Hitmetrix - User behavior analytics & recording

For Facebook, Curiosity Wins Out

Facebook has altered the look and feel of its trending topics, eliminating the human curators and the description of the topic.

Now, all that exists is a proper name or subject and how many people are talking about it. It has put Facebook squarely into the manufacture of clickbait, the dreaded publishing tactic that Facebook itself spent plenty of effort trying to delegitimize. 

Facebook, of course, eliminated the human editors because of allegations of political bias, acting favorably towards liberal topics, subjects, and articles. By removing the humans, it removed the ability to write descriptions for the topics. So, now we’re left with scant information, but loads of curiosity.

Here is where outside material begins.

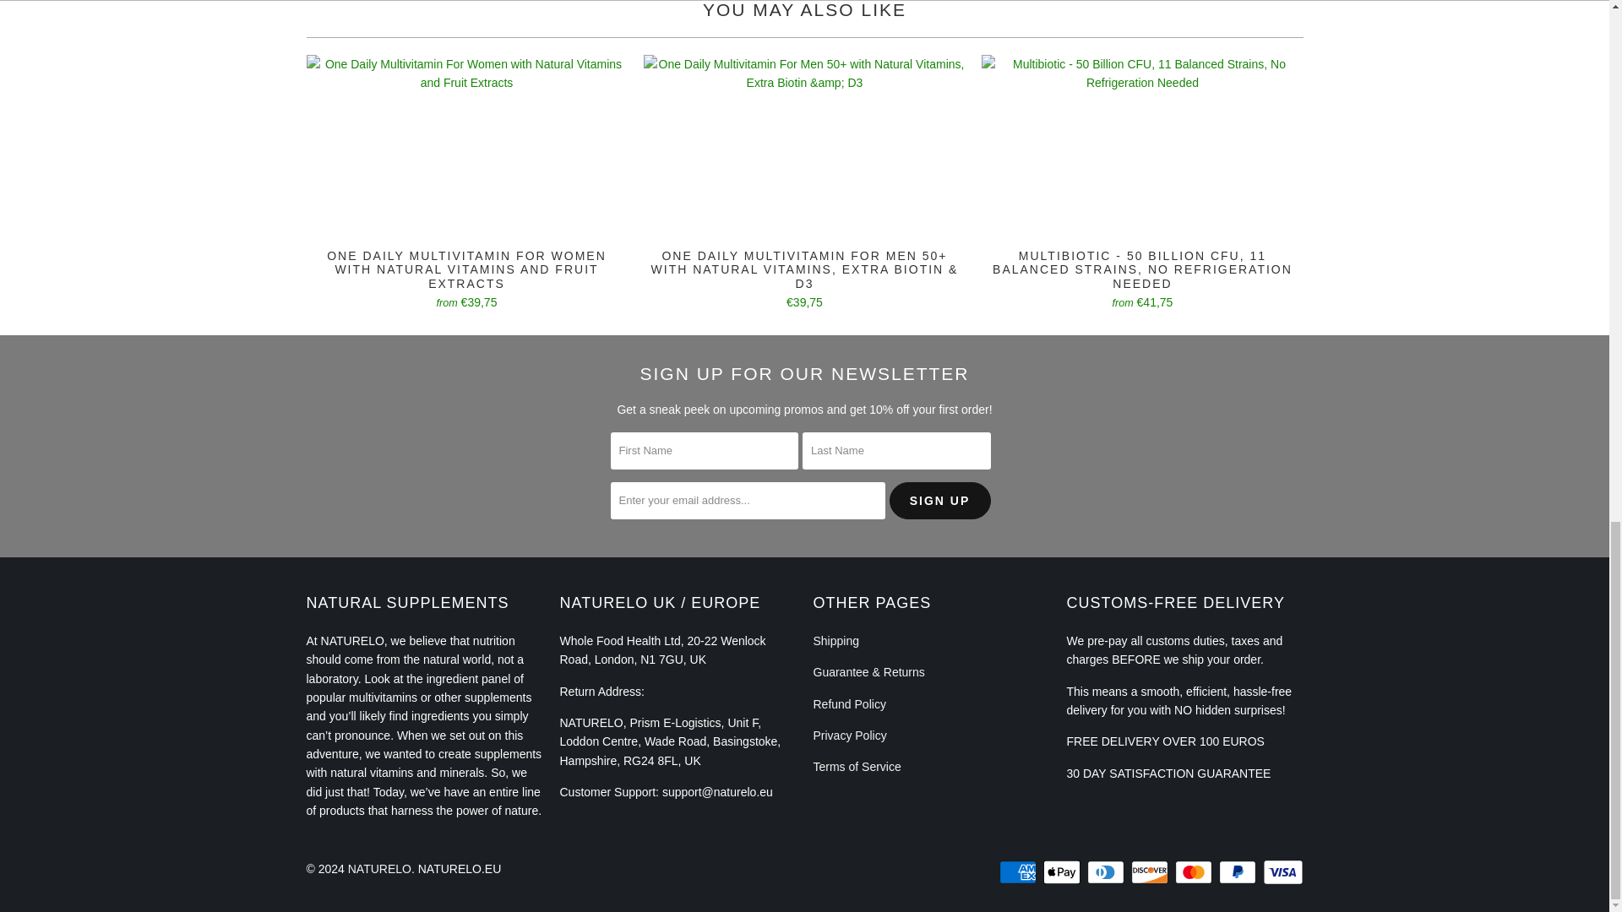  What do you see at coordinates (939, 500) in the screenshot?
I see `Sign Up` at bounding box center [939, 500].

While internet culture has not agreed upon a common definition of clickbait*, many point towards its exploitation of the curiosity gap, which explains the phenomenon when a headline gives you just enough information to want to click on the link to read the article. Clickbait occurs when the article fails to live up to the promise of the headline.

Facebook has taken this into a new direction. There’s no headline, so perhaps it’s not technically clickbait. But there’s also no context as to why the person is trending (which, I guess, has always been the case with Twitter’s trending topics). If it’s a celebrity, maybe he or she died, or maybe he or she released a new fragrance. 

It will lead to daily doses of disappointment, something that Facebook fought so hard against for so long. 

* Is this very headline clickbait? Maybe!